One day, the god Tezcatlipoca descended from a spider’s web hanging in the sky, and landed in Tula. He then hid his face, mingled with the crowd and managed to get close to Quetzalcoatl, his brother, king of the Toltecs. Tezcatlipoca then corrupted Quetzalcoatl by getting him drunk and showing him his ravaged face in his shimmering mirror… Such is the tale related by black metal band Yaotl Mictlan on “Tezcatlipoca – Espejo relumbrante”, one of the eight tracks on their new album Tierra sagrada del Jaguar. Yaotl Mictlan – which means “warriors of the kingdom of the dead” in Nahuatl – came to be in a basement in Salt Lake City in 1998, the creation of two brothers of Mexican origin, Yaotl and Tlatecatl, who’d emigrated to the United States in their early teens. Tierra sagrada del Jaguar is their third opus, after Guerreros de la tierra de los muertos (2006) and Dentro del manto gris de Chaac (2010).

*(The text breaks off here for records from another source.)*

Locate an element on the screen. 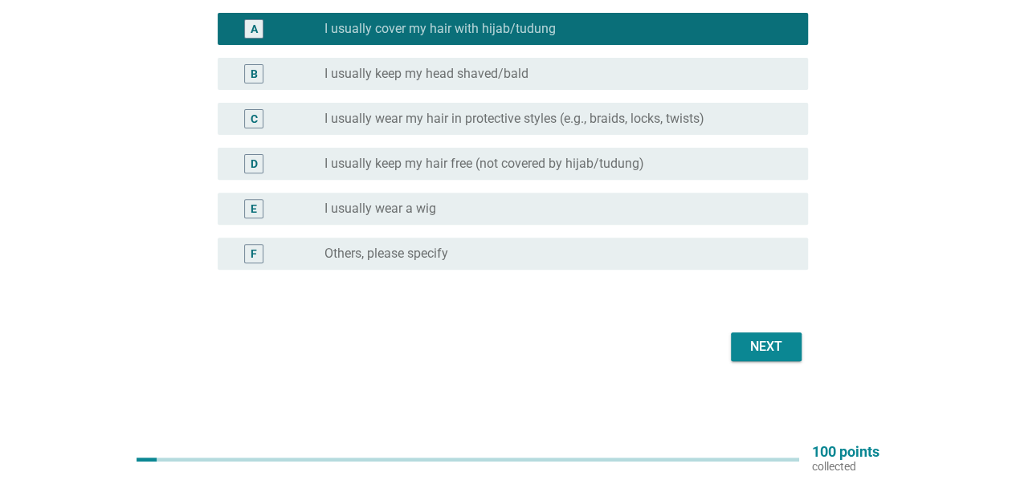 Image resolution: width=1016 pixels, height=480 pixels. div: B is located at coordinates (254, 74).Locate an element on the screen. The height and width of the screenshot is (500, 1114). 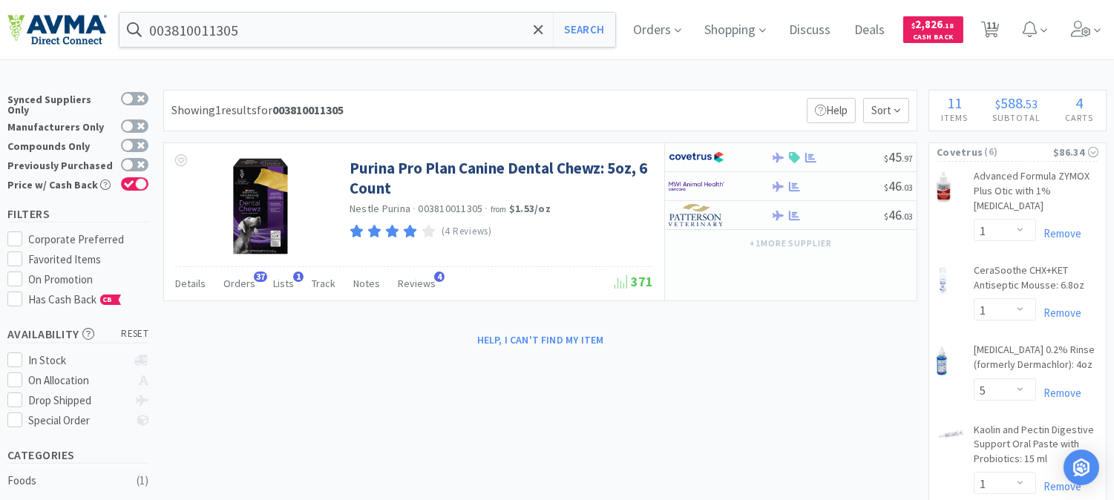
span: Cash Back is located at coordinates (933, 38).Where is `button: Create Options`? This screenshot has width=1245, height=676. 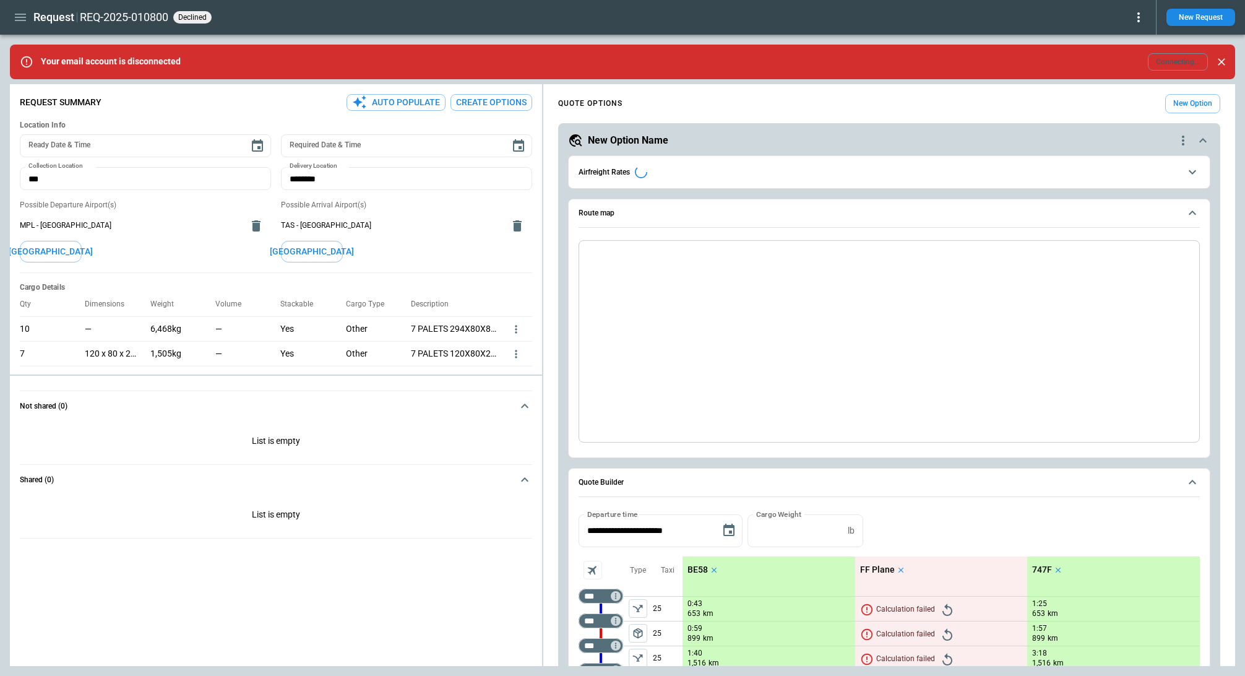 button: Create Options is located at coordinates (491, 102).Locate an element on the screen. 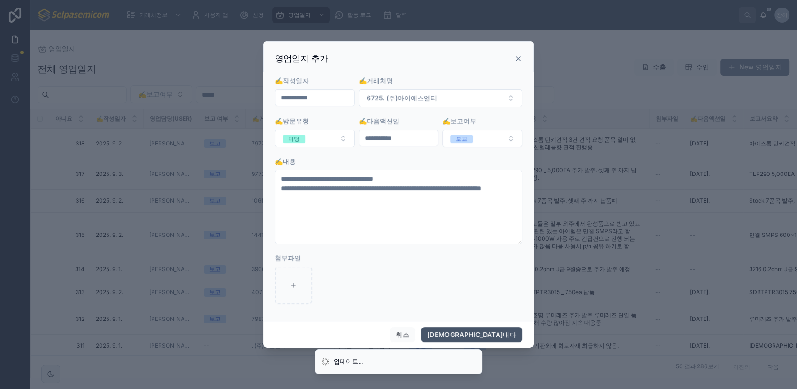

Yaotl Mictlan combines what the brothers Yaotl and Tlatecatl are most fond of: pre-Hispanic culture, especially its rituals, beliefs and mysticism, Aztec and Mayan music, as well as black metal. “If Norwegian bands combine Scandinavian mythology and paganism with black metal, why wouldn’t we do the same?”, our two brothers once said to each other. Very few musicians ventured into this niche at the time; a few followed, like their Mexican compatriots Ahpuch Oztoc.
Yaotl beats the skins, Tlatecatl sings, Nahuali and Xolotl accompany them on bass guitar. These artisans ingeniously integrate sounds from a panoply of Pre-Columbian wind and percussion instruments into their fierce foundation. At the beginning of “Entre lluvias fuertes”, a horn with an ancient and lugubrious sound, arpeggiated guitar chords, the crackling of a rattle, bloodcurdling screams – emanating from a man, a jaguar, or some creature half of each? – and flute notes (on a human bone, no doubt), before the black-metal artillery thunders. Another example is “Buho lanzadardos – Entrada Teotihuacana”, with its Mesoamerican intro, followed by a furious homage to the chief “Spear-throwing Owl” (the Buho lanzadardos of the title), who is said to have ruled the town of Teotihuacan for some 60 years.
With Tierra sagrada del Jaguar, Yaotl Mictlan lead a wonderful excursion into metallic Mesoamerica.